One feature of the scientific revolution remarkable to the modern eye is that it was something in which amateurs and part-time enthusiasts played a big part. It has been suggested that one of the most important facts explaining why science progressed in Europe while stagnation overtook even outstanding technical achievement in China was the association with it in Europe of the social prestige of the amateur and the gentleman.

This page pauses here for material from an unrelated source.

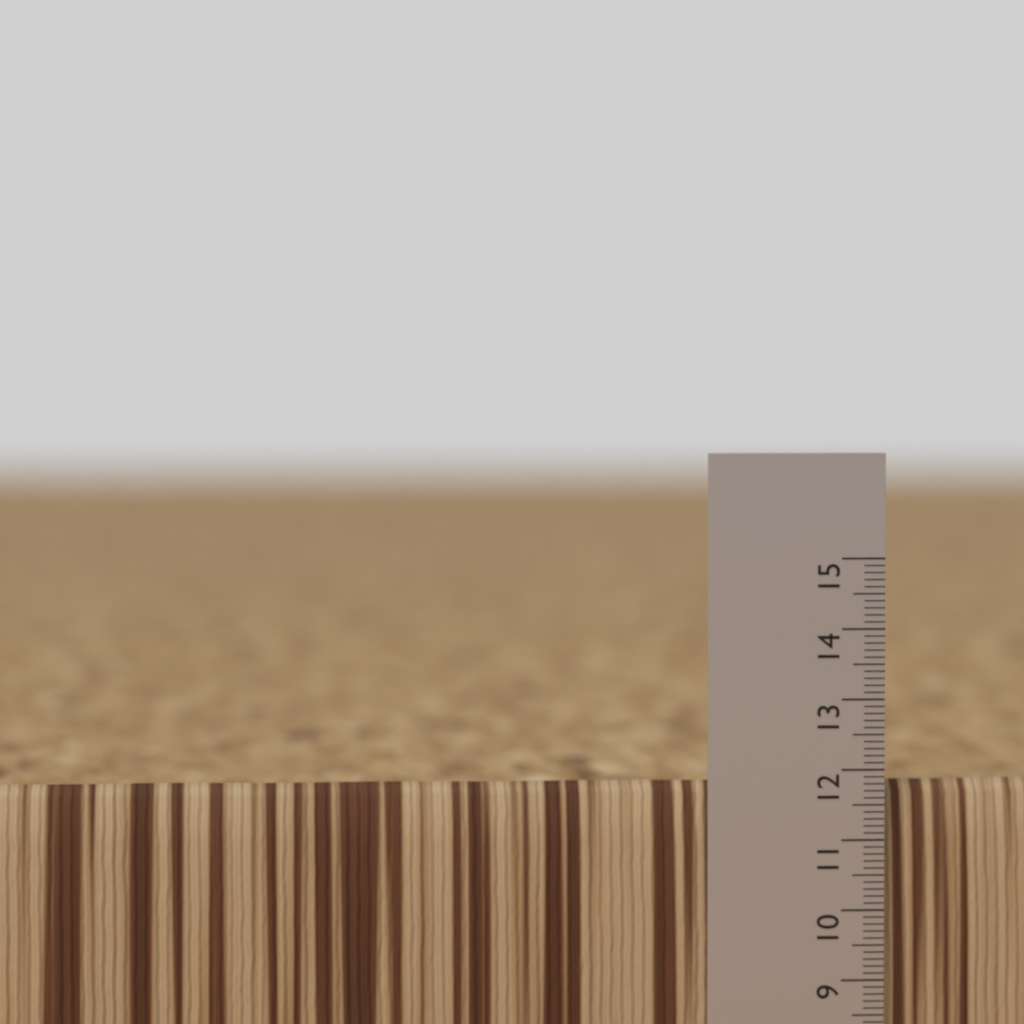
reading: 11.8 (no unit)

The membership of the learned societies which began to appear more widely at about the mid-century was full of gentlemanly dabblers who could not by any stretch of the imagination have been called professional scientists but who lent to these bodies the indefinable but important weight of their standing and respectability, whether or not they got their hands dirty in experimental work.

By 1700 specialization between the major different branches of science already existed, though it was by no means as important as it was to become. Nor was science in those days relentlessly demanding of time; scientists could still make major contributions to their study while writing books on theology or holding administrative office. This suggests some of the limitations of the seventeenth-century revolution; nor could it transcend the limits of the techniques available, which, while they permitted great advances in some fields, tended to inhibit attention to others. Chemistry,
for example, made relatively small progress (though few still accepted the Aristotelian scheme of four elements which had still dominated thinking about the constituents of matter in 1600), while physics and cosmology went ahead rapidly and indeed arrived at something of a plateau of consolidation, which resulted in less spectacular but steady advance well into the nineteenth century, when new theoretical approaches reinvigorated them.

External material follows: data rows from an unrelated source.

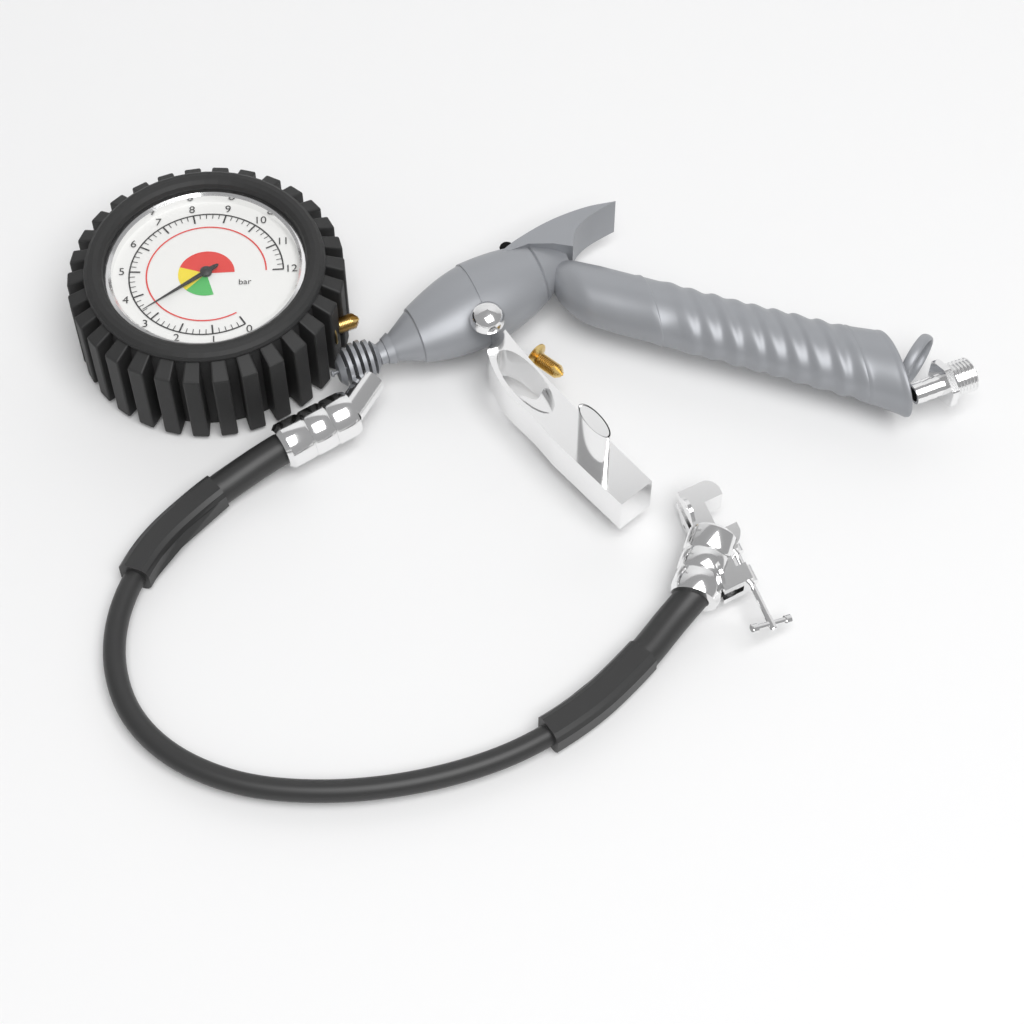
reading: 3.4 bar
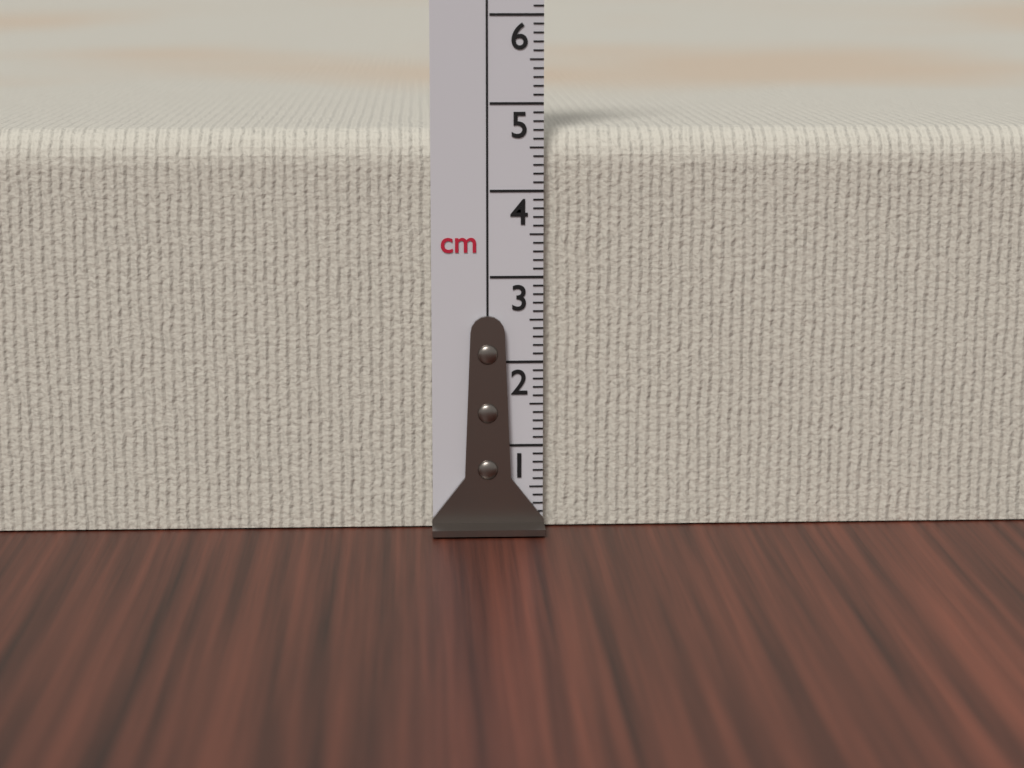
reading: 4.7 cm
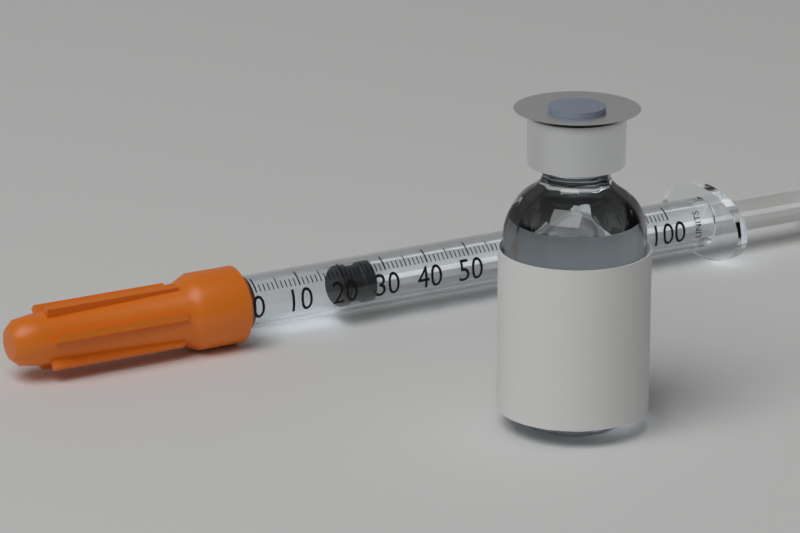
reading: 20 units
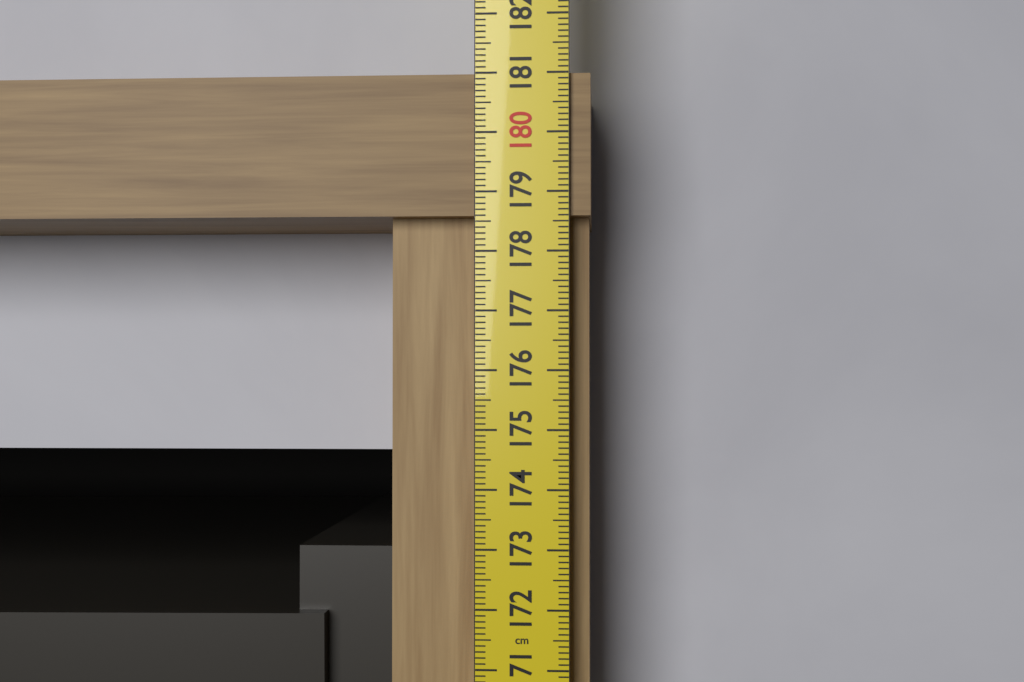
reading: 181.0 cm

Altogether the seventeenth-century scientific achievement was a huge one. First and foremost, it replaced a theory of the universe which saw phenomena as the direct and often unpredictable operation of divine power by a conception of it as a mechanism, in which change proceeded regularly from the uniform and universal working of laws of motion. This was still quite compatible with belief in God. His majesty was not perhaps shown in daily direct intervention but in His creation of a great machine; in the most celebrated analogy God was the great watch-maker. Neither the typical student of science, nor the scientific world view, of the seventeenth century was anti-religious or anti-theocentric. Though it was indubitably important that new views on astronomy, by displacing man from the centre of the universe, implicitly challenged his uniqueness (it was in 1686 that a book appeared arguing that there might be more than one inhabited world), this was not what preoccupied the men who made the cosmological revolution. For them it was only an accident that the authority of the Church became entangled with the proposition that the sun went around the earth. The new views they put forward merely emphasized the greatness and mysteriousness of God’s ways. They took for granted the possibility of christening the new knowledge as Aristotle had been christened by the Middle Ages.

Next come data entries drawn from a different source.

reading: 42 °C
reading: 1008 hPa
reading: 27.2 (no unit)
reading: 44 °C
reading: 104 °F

Long before the German philosopher Kant coined the phrase ‘Copernican revolution’ at the end of the eighteenth century, the roll of the makers of a new cosmology was recognized to begin with the name of Copernicus, a Polish cleric whose book,
On the Revolutions of the Celestial Orbs
, was published in 1543. This was the same year as Vesalius’s great work on anatomy (and, curiously, of the first edition of the works of Archimedes); Copernicus was a Renaissance humanist rather than a scientist – not surprisingly, considering when he lived. In part for philosophic and aesthetic reasons he hit upon the idea of a universe of planets moving around the sun, explaining their motion as a system of cycles and epicycles. It was (so to speak) a brilliant guess, for he had no means of testing the hypothesis and most commonsense evidence told against it.